Via several sites, a NASA photo of Great Britain from Thursday noontime:

The U.K. doesn't usually get a snow cover at all, let alone one this thorough. The U.K. Met Office has an explanation:

In most winters, and certainly those in the last 20 years or so, our winds normally come from the south-west. This means air travels over the relatively warm Atlantic and we get mild conditions in the UK. However, over the past three weeks the Atlantic air has been ‘blocked’ and cold air has been flowing down from the Arctic or the cold winter landmass of Europe.

Is your computer backed up?

Software entrepreneur Joel Spolsky says that's a good start, but only part of it:

[L]et’s stop talking about “backups.” Doing a backup is too low a bar. Any experienced system administrator will tell you that they have a great backup plan, the trouble comes when you have to restore.

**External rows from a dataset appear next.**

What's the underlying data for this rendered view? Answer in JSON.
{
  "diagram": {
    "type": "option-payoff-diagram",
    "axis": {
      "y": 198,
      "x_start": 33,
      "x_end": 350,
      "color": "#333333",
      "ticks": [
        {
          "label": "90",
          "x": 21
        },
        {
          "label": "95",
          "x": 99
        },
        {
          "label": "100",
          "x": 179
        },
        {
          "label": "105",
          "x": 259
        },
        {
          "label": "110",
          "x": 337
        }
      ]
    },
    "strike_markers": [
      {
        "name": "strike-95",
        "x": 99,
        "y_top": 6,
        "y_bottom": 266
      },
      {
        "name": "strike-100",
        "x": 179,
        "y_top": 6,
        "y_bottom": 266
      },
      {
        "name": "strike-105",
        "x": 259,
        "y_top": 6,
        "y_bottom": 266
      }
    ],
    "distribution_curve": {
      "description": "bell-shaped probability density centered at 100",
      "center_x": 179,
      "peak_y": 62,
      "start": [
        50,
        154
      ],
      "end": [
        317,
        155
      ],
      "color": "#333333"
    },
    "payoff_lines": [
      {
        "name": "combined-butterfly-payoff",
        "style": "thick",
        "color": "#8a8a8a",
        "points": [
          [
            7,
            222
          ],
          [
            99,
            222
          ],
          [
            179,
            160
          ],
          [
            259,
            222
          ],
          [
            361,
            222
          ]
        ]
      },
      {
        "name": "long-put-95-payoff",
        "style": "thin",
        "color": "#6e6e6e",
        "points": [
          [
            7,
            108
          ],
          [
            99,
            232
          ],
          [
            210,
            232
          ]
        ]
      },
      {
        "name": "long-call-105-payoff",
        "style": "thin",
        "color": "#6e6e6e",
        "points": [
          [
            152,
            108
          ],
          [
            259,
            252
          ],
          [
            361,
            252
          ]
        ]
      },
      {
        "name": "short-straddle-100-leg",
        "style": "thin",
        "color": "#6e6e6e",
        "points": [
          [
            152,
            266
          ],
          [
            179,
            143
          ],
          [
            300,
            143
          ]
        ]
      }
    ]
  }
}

And that’s when you discover that:

  • The backed-up files were encrypted with a cryptographically-secure key, the only copy of which was on the machine that was lost
  • The server had enormous amounts of configuration information stored in the IIS metabase which wasn’t backed up
  • The backup files were being copied to a FAT partition and were silently being truncated to 2GB
  • Your backups were on an LTO drive which was lost with the data center, and you can’t get another LTO drive for three days
  • And a million other things that can go wrong even when you “have” “backups.”

The minimum bar for a reliable service is not that you have done a backup, but that you have done a restore.

As someone who's got reliable, clockwork backups running, and has had them fail for one of the reasons Spolsky listed (and others that he didn't), I think this is tremendously good advice.